The benefits of digitally designing product lines are well documented – the ability to rapidly iterate on designs, capture insights from social media, integrate with PLM, and more – but what kind of return can retailers expect to see when investing in digital design solutions?
Time to market has overtaken cost as retailers’ main concern when developing products. Trend lifecycles have shrunk from a year-plus to as little as three-to-five weeks. Fashion, apparel, and footwear brands must accelerate their product development cycles to keep pace with consumer demand or risk missing out on potential sales, or whole trends entirely.
By using a digital storyboard, designers will achieve significantly shorter product development cycle times that allow them to keep up with the constant pace of today’s retail shoppers. This ensures that retailers maximize their sales by giving consumers the products they want, when they want them. How? By enabling faster prototyping, accessibility to direct feedback, and the ability to instantly capture and share fleeting things like inspiration, ideas, and moods.
Digital storyboards have capabilities beyond their physical counterparts, enabling designers to insert images, video, text, documents, and color swatches onto their boards. They can also capture imagery from popular social media platforms and infuse it into the creative process.
With an increasing number of fashion, apparel, and footwear designers looking to places like Instagram and Pinterest for inspiration, it’s important to utilize tools that can facilitate quick asses to these kinds of consumer-driven insights.
If this inspiration comes from the digital world, it makes sense that the place to consolidate and visualize it lives there as well. This kind of real-time alignment with emerging trends gives design teams a huge advantage when conceptualizing upcoming product lines.
Physical mood boards lack the ability to quickly and easily integrate with product lifecycle management (PLM) solutions, yet they inform many design related decisions – from materials to color variants. Digital storyboards make PLM integration simple, meaning that collaboration with internal and external stakeholders is much easier.
With designers, sourcing teams, supply chain managers, and product developers all working from the same data, advancing to the next stage of development without the designer’s intent getting misinterpreted becomes more straightforward.
In addition, designers and other stakeholders can access cloud-based digital storyboards anywhere, remotely, and on a variety of devices, providing them with flexibility to work on their own terms. This is important to the future workforce, and can help a brand develop a forward-thinking, progressive reputation in their industry.
According to WhichPLM’s digital storyboard buyer’s guide, “the best digital boards neatly address every concern that plagues their physical counterparts, as well as providing a foundation for future design, development, and decision-making processes that will be entirely data-driven.”
To learn more about the value of digital design tools and get first access to new data from retailers, watch this on-demand webinar featuring Quach Hai, VP of Retail Solutions at PTC, and Victoria Brown, Research Manager, Global Supply Chain Strategy and Execution at IDC.
Blake has an extensive international career in marketing and business development within the technology, fashion, retail and consumer products industries.
With a Degree in International Marketing Management, Strategy & Communications, Blake has worked for a variety of leading global organizations and supported them in developing and delivering their strategic vision and corporate goals.
As a Marketing Director, Blake has designed, implemented and executed both international and regional go-to-market strategies, with a strong focus on increasing brand awareness and reputation, developing acquisition/lead generation initiatives and delivering powerful sales-enablement tools.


An exact transcription of the entries is required, with no images included.

- SOURCE MATERIAL:
----------

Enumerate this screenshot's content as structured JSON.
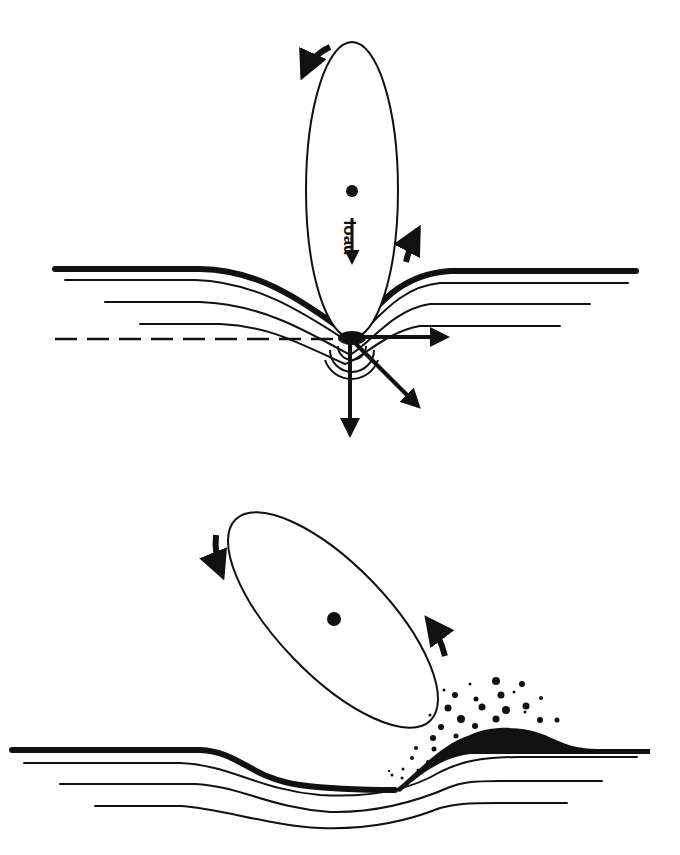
{
  "diagram": {
    "type": "schematic",
    "panels": [
      {
        "id": "top",
        "description": "Elongated particle indenting surface under load with stress arrows",
        "labels": {
          "load": "load"
        },
        "elements": [
          "particle-ellipse",
          "center-of-mass-dot",
          "load-arrow",
          "rotation-arrows",
          "deformed-surface-layers",
          "reference-dashed-line",
          "force-vector-arrows"
        ]
      },
      {
        "id": "bottom",
        "description": "Tilted particle ploughing surface, pushing material into a pile-up with debris",
        "elements": [
          "particle-ellipse",
          "center-of-mass-dot",
          "rotation-arrows",
          "grooved-surface-layers",
          "pile-up",
          "debris-particles"
        ]
      }
    ],
    "colors": {
      "ink": "#111111",
      "background": "#ffffff"
    }
  }
}
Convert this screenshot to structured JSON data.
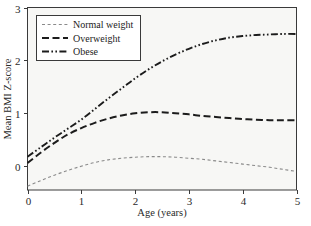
{
  "chart_data": {
    "type": "line",
    "title": "",
    "xlabel": "Age (years)",
    "ylabel": "Mean BMI Z-score",
    "xlim": [
      0,
      5
    ],
    "ylim": [
      -0.45,
      3
    ],
    "xticks": [
      "0",
      "1",
      "2",
      "3",
      "4",
      "5"
    ],
    "xtick_values": [
      0,
      1,
      2,
      3,
      4,
      5
    ],
    "yticks": [
      "0",
      "1",
      "2",
      "3"
    ],
    "ytick_values": [
      0,
      1,
      2,
      3
    ],
    "grid": false,
    "legend_position": "top-left",
    "x": [
      0,
      0.25,
      0.5,
      0.75,
      1,
      1.25,
      1.5,
      1.75,
      2,
      2.25,
      2.5,
      2.75,
      3,
      3.25,
      3.5,
      3.75,
      4,
      4.25,
      4.5,
      4.75,
      5
    ],
    "series": [
      {
        "name": "Normal weight",
        "style": "dotted",
        "color": "#8a8a8a",
        "values": [
          -0.38,
          -0.27,
          -0.17,
          -0.08,
          0.0,
          0.07,
          0.12,
          0.15,
          0.17,
          0.18,
          0.18,
          0.17,
          0.15,
          0.13,
          0.1,
          0.07,
          0.04,
          0.01,
          -0.02,
          -0.06,
          -0.1
        ]
      },
      {
        "name": "Overweight",
        "style": "dashed",
        "color": "#1c1c1c",
        "values": [
          0.06,
          0.26,
          0.44,
          0.6,
          0.72,
          0.82,
          0.9,
          0.96,
          1.0,
          1.02,
          1.02,
          1.0,
          0.98,
          0.95,
          0.93,
          0.91,
          0.89,
          0.88,
          0.87,
          0.87,
          0.87
        ]
      },
      {
        "name": "Obese",
        "style": "dash-dot-dot",
        "color": "#1c1c1c",
        "values": [
          0.18,
          0.36,
          0.54,
          0.71,
          0.88,
          1.08,
          1.28,
          1.47,
          1.66,
          1.83,
          1.98,
          2.11,
          2.22,
          2.31,
          2.38,
          2.43,
          2.46,
          2.48,
          2.49,
          2.5,
          2.5
        ]
      }
    ]
  },
  "legend": {
    "items": [
      {
        "label": "Normal weight"
      },
      {
        "label": "Overweight"
      },
      {
        "label": "Obese"
      }
    ]
  },
  "axes": {
    "x_title": "Age (years)",
    "y_title": "Mean BMI Z-score"
  },
  "colors": {
    "plot_background": "#f7f7f5",
    "frame": "#3a3a3a",
    "normal_weight": "#8a8a8a",
    "overweight": "#1c1c1c",
    "obese": "#1c1c1c",
    "text": "#2a2a2a"
  }
}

----------

- EXERCISE RESULT:
Enumerate this screenshot's content as structured JSON.
{
  "diagram": {
    "type": "schematic",
    "panels": [
      {
        "id": "top",
        "description": "Elongated particle indenting surface under load with stress arrows",
        "labels": {
          "load": "load"
        },
        "elements": [
          "particle-ellipse",
          "center-of-mass-dot",
          "load-arrow",
          "rotation-arrows",
          "deformed-surface-layers",
          "reference-dashed-line",
          "force-vector-arrows"
        ]
      },
      {
        "id": "bottom",
        "description": "Tilted particle ploughing surface, pushing material into a pile-up with debris",
        "elements": [
          "particle-ellipse",
          "center-of-mass-dot",
          "rotation-arrows",
          "grooved-surface-layers",
          "pile-up",
          "debris-particles"
        ]
      }
    ],
    "colors": {
      "ink": "#111111",
      "background": "#ffffff"
    }
  }
}
Convert this screenshot to structured JSON data.
{
  "chart_data": {
    "type": "line",
    "title": "",
    "xlabel": "Age (years)",
    "ylabel": "Mean BMI Z-score",
    "xlim": [
      0,
      5
    ],
    "ylim": [
      -0.45,
      3
    ],
    "xticks": [
      "0",
      "1",
      "2",
      "3",
      "4",
      "5"
    ],
    "xtick_values": [
      0,
      1,
      2,
      3,
      4,
      5
    ],
    "yticks": [
      "0",
      "1",
      "2",
      "3"
    ],
    "ytick_values": [
      0,
      1,
      2,
      3
    ],
    "grid": false,
    "legend_position": "top-left",
    "x": [
      0,
      0.25,
      0.5,
      0.75,
      1,
      1.25,
      1.5,
      1.75,
      2,
      2.25,
      2.5,
      2.75,
      3,
      3.25,
      3.5,
      3.75,
      4,
      4.25,
      4.5,
      4.75,
      5
    ],
    "series": [
      {
        "name": "Normal weight",
        "style": "dotted",
        "color": "#8a8a8a",
        "values": [
          -0.38,
          -0.27,
          -0.17,
          -0.08,
          0.0,
          0.07,
          0.12,
          0.15,
          0.17,
          0.18,
          0.18,
          0.17,
          0.15,
          0.13,
          0.1,
          0.07,
          0.04,
          0.01,
          -0.02,
          -0.06,
          -0.1
        ]
      },
      {
        "name": "Overweight",
        "style": "dashed",
        "color": "#1c1c1c",
        "values": [
          0.06,
          0.26,
          0.44,
          0.6,
          0.72,
          0.82,
          0.9,
          0.96,
          1.0,
          1.02,
          1.02,
          1.0,
          0.98,
          0.95,
          0.93,
          0.91,
          0.89,
          0.88,
          0.87,
          0.87,
          0.87
        ]
      },
      {
        "name": "Obese",
        "style": "dash-dot-dot",
        "color": "#1c1c1c",
        "values": [
          0.18,
          0.36,
          0.54,
          0.71,
          0.88,
          1.08,
          1.28,
          1.47,
          1.66,
          1.83,
          1.98,
          2.11,
          2.22,
          2.31,
          2.38,
          2.43,
          2.46,
          2.48,
          2.49,
          2.5,
          2.5
        ]
      }
    ]
  },
  "legend": {
    "items": [
      {
        "label": "Normal weight"
      },
      {
        "label": "Overweight"
      },
      {
        "label": "Obese"
      }
    ]
  },
  "axes": {
    "x_title": "Age (years)",
    "y_title": "Mean BMI Z-score"
  },
  "colors": {
    "plot_background": "#f7f7f5",
    "frame": "#3a3a3a",
    "normal_weight": "#8a8a8a",
    "overweight": "#1c1c1c",
    "obese": "#1c1c1c",
    "text": "#2a2a2a"
  }
}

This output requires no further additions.